The Top Mental Health Benefits of Meditation
The Top Mental Health Benefits of Meditation
Over the last several years, more and more people have started practicing meditation as a way to stave off stress and health problems related to stress. When you start practicing meditation on a regular basis, your brain's physiology changes. This mental shift helps to decrease the harmful effects of stress, mild depression, and anxiety. Here are the top three mental health benefits of practicing meditation on a regular basis.
Preserves the Aging Brain
Various studies of the last several years have revealed that when you are in your 20s, your brain begins to decline. This reduction in volume and weight continues throughout your life. Practicing meditation on a daily basis can help prevent many of the neurodegenerative diseases, like Alzheimer’s, Parkinson’s, and dementia. It can also help to stave off the cognitive decline that comes with age.
Meditating regularly can also help to increase the protective tissues in your brain. When you engage in meditation, you're introduced to states of intense relaxation and concentration which leads to the growth of new cells. This helps to protect against shrinkage of your grey matter.
Reduces Stress
One of the main reasons why people practice the art of meditation is to find relief from depression, stress, and anxiety. Regular meditation practice helps to reduce the levels of stress and depression, both physically and mentally. When you experience stress or a sudden threat, your body enters into a flight or fight mode. This leads to an immediate rush of adrenaline, which can cause an increase in your blood pressure, pulse rate, and increase blood flow. Meditation helps to relieve these symptoms of stress.
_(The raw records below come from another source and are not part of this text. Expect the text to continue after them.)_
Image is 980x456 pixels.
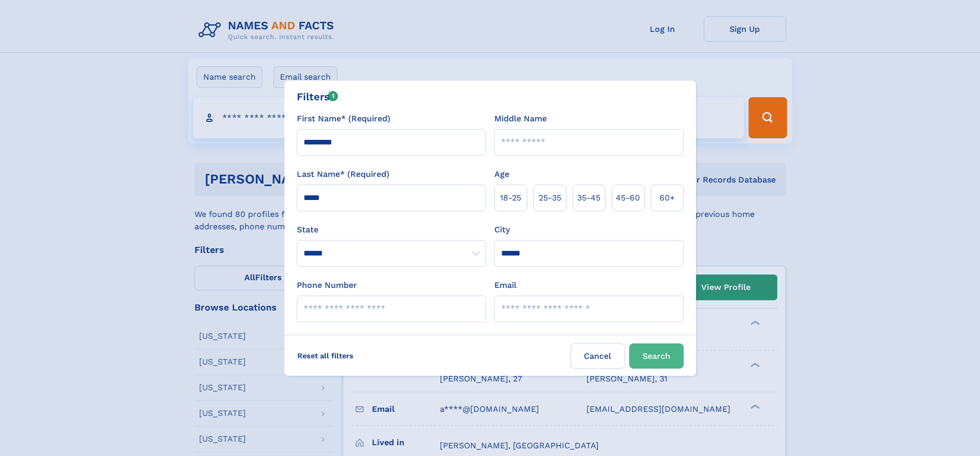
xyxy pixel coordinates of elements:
[495,113,546,125] label: Middle Name
[297,224,486,236] label: State
[297,89,339,105] div: Filters
[616,192,640,204] span: 45‑60
[577,192,600,204] span: 35‑45
[495,279,516,292] label: Email
[297,113,391,125] label: First Name* (Required)
[570,344,625,369] label: Cancel
[297,279,357,292] label: Phone Number
[539,192,561,204] span: 25‑35
[629,344,684,369] button: Search
[500,192,521,204] span: 18‑25
[495,224,510,236] label: City
[659,192,675,204] span: 60+
[290,344,360,368] label: Reset all filters
[297,168,389,180] label: Last Name* (Required)
[495,168,509,180] label: Age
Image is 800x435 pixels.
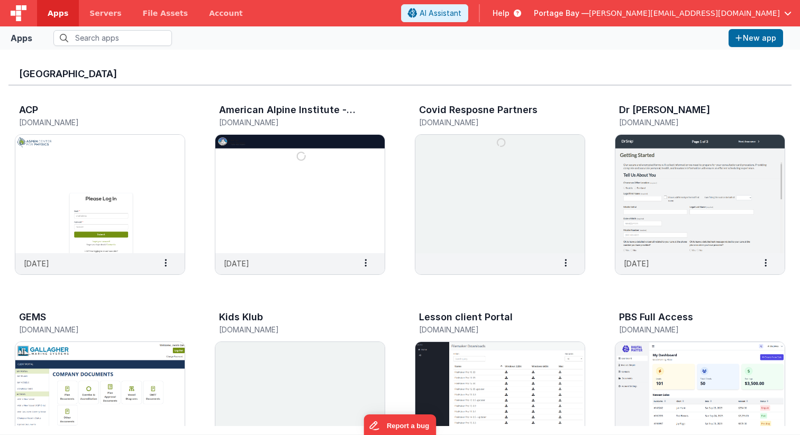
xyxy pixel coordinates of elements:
[53,30,172,46] input: Search apps
[419,312,513,323] h3: Lesson client Portal
[420,8,461,19] span: AI Assistant
[729,29,783,47] button: New app
[19,312,46,323] h3: GEMS
[224,258,249,269] p: [DATE]
[89,8,121,19] span: Servers
[589,8,780,19] span: [PERSON_NAME][EMAIL_ADDRESS][DOMAIN_NAME]
[219,119,359,126] h5: [DOMAIN_NAME]
[19,119,159,126] h5: [DOMAIN_NAME]
[219,105,356,115] h3: American Alpine Institute - Registration Web App
[219,326,359,334] h5: [DOMAIN_NAME]
[11,32,32,44] div: Apps
[219,312,263,323] h3: Kids Klub
[534,8,791,19] button: Portage Bay — [PERSON_NAME][EMAIL_ADDRESS][DOMAIN_NAME]
[534,8,589,19] span: Portage Bay —
[624,258,649,269] p: [DATE]
[19,105,38,115] h3: ACP
[619,326,759,334] h5: [DOMAIN_NAME]
[24,258,49,269] p: [DATE]
[143,8,188,19] span: File Assets
[619,105,710,115] h3: Dr [PERSON_NAME]
[493,8,509,19] span: Help
[419,105,538,115] h3: Covid Resposne Partners
[19,69,781,79] h3: [GEOGRAPHIC_DATA]
[401,4,468,22] button: AI Assistant
[48,8,68,19] span: Apps
[419,326,559,334] h5: [DOMAIN_NAME]
[619,119,759,126] h5: [DOMAIN_NAME]
[19,326,159,334] h5: [DOMAIN_NAME]
[619,312,693,323] h3: PBS Full Access
[419,119,559,126] h5: [DOMAIN_NAME]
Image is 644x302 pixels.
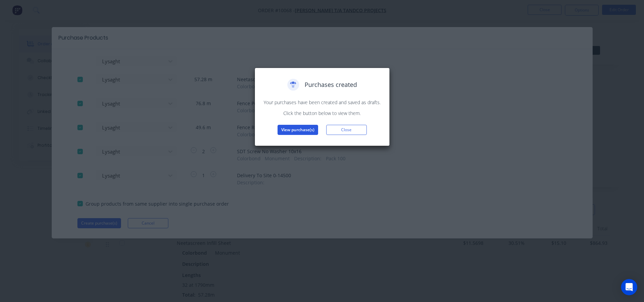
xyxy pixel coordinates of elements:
button: Close [326,124,367,135]
p: Your purchases have been created and saved as drafts. [261,99,383,105]
button: View purchase(s) [277,124,318,135]
span: Purchases created [304,80,357,89]
div: Open Intercom Messenger [621,279,637,296]
p: Click the button below to view them. [261,110,383,116]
Training your mind through the various meditation techniques works to increase the mental resources that can help you address stress and depression-related symptoms. The mind become clearer, more focused, and calmer, which automatically leads to the reduction of stress.
Improve Attention
In just over a decade, researchers have measured a decline in our average attention span, from 12 seconds to only eight seconds. That's a whopping 33 percent decrease, and just one second shorter than the attention span of a goldfish. Practicing meditation can help improve your attention span, by optimizing the flow of sensory information that your brain takes in. Meditation helps to make your brain much more efficient at processing information.
If the hectic pace of today’s 24/7 society has your mind reeling, starting a regular practice of meditation can help. With just ten minutes a day, you can start seeing a reduction in your stress levels and an increase in your overall attention span.